In homozygous FH and a few severe heterozygous cases, LDL apheresis (a kind of blood filtration similar to dialysis) is used to physically remove LDL from the blood. This is rare and available only at major centres like Groote Schuur and Tygerberg.

Targets for FH

The LDL target depends on whether you have had a cardiovascular event yet:


Situation LDL target FH with no prior heart event Below 2.6 mmol/L (some guidelines suggest below 1.8) FH with prior heart attack or stroke Below 1.4 mmol/L Homozygous FH As low as achievable


These targets are much tighter than for ordinary high cholesterol, because the lifetime cumulative LDL exposure is what drives the damage, and people with FH start that exposure from birth rather than from middle age.

Living with FH

The good news, repeatedly: FH is highly treatable. People diagnosed and treated early have largely normal life expectancy. The key habits:

Take your medication every day, for life. Same rule as ordinary cholesterol treatment, but more so.

Annual lipid panel and follow-up. Adjust dose as needed.

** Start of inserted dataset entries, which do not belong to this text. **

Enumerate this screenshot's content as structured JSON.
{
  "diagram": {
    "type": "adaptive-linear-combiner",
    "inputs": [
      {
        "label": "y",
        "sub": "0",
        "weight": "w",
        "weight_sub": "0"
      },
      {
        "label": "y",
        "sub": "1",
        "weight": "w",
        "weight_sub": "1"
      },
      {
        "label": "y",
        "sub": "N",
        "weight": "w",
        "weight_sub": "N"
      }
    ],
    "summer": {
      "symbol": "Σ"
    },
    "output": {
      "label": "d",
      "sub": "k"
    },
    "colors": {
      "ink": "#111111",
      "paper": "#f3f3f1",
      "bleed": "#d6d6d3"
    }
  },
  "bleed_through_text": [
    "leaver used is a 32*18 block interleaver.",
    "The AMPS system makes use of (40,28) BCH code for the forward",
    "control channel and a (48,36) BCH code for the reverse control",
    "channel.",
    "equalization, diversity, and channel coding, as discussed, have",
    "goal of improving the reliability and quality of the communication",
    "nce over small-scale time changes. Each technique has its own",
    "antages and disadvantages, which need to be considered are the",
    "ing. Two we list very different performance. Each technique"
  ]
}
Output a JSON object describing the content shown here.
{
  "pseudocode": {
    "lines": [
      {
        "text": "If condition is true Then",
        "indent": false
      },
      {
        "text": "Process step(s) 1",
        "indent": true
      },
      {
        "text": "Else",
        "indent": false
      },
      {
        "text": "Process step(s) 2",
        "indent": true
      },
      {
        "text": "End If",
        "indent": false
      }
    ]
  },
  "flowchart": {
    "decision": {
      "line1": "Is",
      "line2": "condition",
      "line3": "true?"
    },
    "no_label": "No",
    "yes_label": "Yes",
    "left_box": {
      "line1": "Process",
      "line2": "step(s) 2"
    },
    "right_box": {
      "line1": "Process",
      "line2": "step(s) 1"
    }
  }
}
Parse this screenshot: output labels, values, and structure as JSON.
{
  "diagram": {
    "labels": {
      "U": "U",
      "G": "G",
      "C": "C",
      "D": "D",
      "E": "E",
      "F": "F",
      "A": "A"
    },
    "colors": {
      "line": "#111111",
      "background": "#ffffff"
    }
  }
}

Annual cardiovascular check-up. ECG, sometimes a stress test or a calcium score CT.

Heart and Stroke Foundation South Africa has an FH programme — they can put you in touch with patient support networks.

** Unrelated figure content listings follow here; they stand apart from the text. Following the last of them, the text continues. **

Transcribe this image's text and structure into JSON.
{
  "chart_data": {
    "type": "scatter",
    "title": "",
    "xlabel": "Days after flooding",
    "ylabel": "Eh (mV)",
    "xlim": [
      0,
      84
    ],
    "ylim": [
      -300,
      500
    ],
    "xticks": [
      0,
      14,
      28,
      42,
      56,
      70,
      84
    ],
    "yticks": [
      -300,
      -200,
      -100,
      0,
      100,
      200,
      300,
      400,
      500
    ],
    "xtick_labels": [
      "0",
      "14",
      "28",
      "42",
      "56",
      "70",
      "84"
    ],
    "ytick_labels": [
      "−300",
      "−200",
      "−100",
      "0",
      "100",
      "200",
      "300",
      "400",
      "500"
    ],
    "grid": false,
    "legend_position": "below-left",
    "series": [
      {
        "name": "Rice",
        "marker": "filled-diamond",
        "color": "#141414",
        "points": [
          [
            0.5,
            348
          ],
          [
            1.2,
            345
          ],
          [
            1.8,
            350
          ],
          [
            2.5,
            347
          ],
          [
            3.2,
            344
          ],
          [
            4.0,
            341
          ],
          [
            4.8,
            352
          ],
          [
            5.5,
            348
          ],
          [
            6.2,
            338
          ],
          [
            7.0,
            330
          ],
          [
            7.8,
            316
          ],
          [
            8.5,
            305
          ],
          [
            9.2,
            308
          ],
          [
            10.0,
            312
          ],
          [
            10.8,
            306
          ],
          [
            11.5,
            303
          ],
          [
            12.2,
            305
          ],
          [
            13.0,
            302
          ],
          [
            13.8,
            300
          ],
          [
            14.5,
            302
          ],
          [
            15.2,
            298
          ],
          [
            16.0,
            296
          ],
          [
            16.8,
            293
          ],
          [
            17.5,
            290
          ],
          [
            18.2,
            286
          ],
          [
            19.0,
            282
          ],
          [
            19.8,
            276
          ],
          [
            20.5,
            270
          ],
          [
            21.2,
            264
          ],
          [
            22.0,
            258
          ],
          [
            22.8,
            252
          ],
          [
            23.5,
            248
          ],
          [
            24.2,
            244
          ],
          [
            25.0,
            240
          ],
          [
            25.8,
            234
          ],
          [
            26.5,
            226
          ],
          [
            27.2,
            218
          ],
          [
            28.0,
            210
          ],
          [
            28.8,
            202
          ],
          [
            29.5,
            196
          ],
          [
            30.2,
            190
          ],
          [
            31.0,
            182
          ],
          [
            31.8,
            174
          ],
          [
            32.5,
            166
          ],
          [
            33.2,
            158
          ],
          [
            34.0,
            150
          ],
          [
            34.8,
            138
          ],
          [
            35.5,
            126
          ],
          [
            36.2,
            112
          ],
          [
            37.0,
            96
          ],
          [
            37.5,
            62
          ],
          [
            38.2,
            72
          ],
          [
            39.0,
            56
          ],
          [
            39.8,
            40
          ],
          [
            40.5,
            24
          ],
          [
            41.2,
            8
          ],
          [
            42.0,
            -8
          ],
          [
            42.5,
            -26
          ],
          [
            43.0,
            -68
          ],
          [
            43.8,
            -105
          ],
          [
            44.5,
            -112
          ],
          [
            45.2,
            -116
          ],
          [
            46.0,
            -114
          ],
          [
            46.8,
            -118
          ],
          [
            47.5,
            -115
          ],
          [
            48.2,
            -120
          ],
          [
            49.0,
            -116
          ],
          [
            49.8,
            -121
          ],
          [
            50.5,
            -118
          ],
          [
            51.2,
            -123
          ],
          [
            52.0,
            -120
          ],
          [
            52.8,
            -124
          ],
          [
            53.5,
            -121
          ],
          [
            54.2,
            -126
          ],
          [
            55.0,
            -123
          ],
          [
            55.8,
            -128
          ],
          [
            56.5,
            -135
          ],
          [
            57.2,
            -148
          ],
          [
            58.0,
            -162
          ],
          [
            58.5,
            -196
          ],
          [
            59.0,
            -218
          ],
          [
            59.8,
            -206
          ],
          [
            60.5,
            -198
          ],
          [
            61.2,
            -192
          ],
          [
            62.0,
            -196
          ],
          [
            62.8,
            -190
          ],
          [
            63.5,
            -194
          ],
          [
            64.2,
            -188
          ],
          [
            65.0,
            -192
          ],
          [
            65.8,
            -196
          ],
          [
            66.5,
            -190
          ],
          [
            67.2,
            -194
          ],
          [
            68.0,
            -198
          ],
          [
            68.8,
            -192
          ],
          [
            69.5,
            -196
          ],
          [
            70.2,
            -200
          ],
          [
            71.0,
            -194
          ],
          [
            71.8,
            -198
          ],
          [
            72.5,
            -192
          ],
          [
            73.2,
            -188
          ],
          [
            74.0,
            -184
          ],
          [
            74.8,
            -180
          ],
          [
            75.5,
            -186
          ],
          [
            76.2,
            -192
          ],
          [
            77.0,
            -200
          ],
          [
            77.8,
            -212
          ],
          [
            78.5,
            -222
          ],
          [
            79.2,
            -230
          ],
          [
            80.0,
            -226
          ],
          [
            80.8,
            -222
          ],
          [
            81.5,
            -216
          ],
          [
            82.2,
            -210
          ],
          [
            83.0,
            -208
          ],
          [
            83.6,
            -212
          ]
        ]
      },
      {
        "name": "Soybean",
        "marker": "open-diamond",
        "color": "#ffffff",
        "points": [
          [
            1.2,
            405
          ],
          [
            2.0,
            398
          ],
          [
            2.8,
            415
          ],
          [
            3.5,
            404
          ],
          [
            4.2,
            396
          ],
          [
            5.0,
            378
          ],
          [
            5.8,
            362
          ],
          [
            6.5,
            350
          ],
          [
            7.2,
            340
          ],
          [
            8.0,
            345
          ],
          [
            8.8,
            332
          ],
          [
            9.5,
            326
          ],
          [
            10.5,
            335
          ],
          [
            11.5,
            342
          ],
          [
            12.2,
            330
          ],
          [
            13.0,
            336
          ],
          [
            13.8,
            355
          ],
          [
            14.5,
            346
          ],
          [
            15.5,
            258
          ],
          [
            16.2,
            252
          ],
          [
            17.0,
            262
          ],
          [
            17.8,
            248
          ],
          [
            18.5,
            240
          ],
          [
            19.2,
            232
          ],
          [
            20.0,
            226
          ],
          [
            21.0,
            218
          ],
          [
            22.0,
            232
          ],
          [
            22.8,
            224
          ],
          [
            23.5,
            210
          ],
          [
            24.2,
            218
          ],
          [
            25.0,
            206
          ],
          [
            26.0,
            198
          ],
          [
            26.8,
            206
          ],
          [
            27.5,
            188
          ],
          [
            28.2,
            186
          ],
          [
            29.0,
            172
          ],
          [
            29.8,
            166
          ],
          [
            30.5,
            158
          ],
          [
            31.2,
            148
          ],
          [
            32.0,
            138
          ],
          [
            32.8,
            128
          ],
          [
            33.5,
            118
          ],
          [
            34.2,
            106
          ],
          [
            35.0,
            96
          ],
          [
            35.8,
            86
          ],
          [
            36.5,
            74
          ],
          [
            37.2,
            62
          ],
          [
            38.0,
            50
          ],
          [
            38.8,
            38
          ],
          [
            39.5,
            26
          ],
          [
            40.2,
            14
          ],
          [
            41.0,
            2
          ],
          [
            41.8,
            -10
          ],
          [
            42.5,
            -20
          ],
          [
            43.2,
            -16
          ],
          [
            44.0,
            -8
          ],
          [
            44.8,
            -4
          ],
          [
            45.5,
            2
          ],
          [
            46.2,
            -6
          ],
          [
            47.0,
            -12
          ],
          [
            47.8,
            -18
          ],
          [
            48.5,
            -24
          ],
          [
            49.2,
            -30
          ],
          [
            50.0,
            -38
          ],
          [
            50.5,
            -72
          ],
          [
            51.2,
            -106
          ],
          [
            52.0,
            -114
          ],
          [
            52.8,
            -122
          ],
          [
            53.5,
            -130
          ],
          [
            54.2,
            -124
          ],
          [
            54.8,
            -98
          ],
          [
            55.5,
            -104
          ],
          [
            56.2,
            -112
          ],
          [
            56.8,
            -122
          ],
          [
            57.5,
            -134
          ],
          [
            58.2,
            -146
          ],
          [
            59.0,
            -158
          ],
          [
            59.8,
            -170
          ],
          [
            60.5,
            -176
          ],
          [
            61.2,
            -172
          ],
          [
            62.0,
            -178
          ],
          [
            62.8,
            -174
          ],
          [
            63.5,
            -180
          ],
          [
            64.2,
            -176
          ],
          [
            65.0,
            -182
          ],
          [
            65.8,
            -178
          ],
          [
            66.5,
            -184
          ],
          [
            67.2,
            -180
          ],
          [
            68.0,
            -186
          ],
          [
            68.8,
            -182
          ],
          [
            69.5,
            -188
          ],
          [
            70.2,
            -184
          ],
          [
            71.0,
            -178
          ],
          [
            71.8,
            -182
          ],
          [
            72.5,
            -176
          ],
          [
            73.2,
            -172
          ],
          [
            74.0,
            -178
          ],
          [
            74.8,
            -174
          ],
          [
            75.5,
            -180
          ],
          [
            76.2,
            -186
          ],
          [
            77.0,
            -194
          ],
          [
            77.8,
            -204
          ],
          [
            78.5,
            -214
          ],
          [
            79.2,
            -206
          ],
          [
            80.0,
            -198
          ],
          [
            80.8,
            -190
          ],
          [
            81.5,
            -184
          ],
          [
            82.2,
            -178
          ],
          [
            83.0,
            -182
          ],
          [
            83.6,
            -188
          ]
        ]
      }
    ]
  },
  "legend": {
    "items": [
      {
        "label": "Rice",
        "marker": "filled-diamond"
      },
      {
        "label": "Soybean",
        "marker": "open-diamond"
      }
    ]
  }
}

Family cascade screening for everyone who shares your genes.

Don’t smoke. Manage BP and blood sugar tightly. All the other risk factors matter even more when you have FH.

Pregnancy planning for women with FH — statins are stopped during pregnancy. Pre-pregnancy planning with your clinic is important.

The bigger picture

If you are reading this article and have a parent who died of a heart attack before age 55, or who was on cholesterol tablets from a young age — get a lipid panel. If yours is high, get your siblings tested. If theirs is high, get the next generation tested. One conversation in a family can save several lives over a generation.

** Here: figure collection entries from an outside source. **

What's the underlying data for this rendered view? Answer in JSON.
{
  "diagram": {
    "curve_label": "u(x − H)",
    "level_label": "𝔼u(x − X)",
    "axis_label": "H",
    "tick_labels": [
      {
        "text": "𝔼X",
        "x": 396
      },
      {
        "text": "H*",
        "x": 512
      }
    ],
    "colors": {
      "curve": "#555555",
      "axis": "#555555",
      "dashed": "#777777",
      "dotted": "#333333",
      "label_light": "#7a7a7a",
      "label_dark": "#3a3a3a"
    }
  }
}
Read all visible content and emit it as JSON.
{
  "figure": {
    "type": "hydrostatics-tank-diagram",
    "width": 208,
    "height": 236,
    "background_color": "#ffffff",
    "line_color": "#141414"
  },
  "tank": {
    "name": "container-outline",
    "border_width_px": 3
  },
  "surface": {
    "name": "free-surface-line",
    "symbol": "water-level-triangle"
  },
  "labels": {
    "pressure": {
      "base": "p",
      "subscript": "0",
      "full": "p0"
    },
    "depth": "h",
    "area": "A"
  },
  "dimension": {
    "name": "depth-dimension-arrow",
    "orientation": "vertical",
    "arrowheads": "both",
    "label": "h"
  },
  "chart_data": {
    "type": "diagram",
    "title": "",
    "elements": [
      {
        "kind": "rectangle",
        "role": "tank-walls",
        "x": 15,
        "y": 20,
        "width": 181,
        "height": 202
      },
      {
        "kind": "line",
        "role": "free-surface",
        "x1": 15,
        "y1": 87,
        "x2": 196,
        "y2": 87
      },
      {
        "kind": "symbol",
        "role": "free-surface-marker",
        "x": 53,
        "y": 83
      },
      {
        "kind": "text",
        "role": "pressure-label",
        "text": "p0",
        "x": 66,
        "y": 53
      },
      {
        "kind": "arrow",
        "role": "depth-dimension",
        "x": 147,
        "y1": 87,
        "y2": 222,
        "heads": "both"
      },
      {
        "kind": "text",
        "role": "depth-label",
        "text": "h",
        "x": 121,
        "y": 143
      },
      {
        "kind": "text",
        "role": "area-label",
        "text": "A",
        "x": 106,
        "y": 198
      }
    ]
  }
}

FH in South Africa is a story about under-diagnosis. Most affected families don’t know they have it until someone has a heart attack in their forties. With cascade screening and modern treatment, that doesn’t have to happen any more.

The final article in the series steps back from any single piece of cholesterol management and takes the long view — the four anchors of sustainable cholesterol care, the first year/fifth year/tenth year arc, and a reading list back to all 12 articles.

Where to get more help

Heart and Stroke Foundation South Africa — heartfoundation.co.za · 021 422 1586 — has an FH programme and family support.

FH South Africa — fhsouthafrica.co.za — patient organisation specifically for FH.

University of Cape Town and Stellenbosch lipid clinics — specialist FH care, including genetic testing programmes.

Your public clinic chronic-care team — initial workup, statin prescription, and referral if needed.

Phila Today Cholesterol Series — next: living well with high cholesterol — the long view.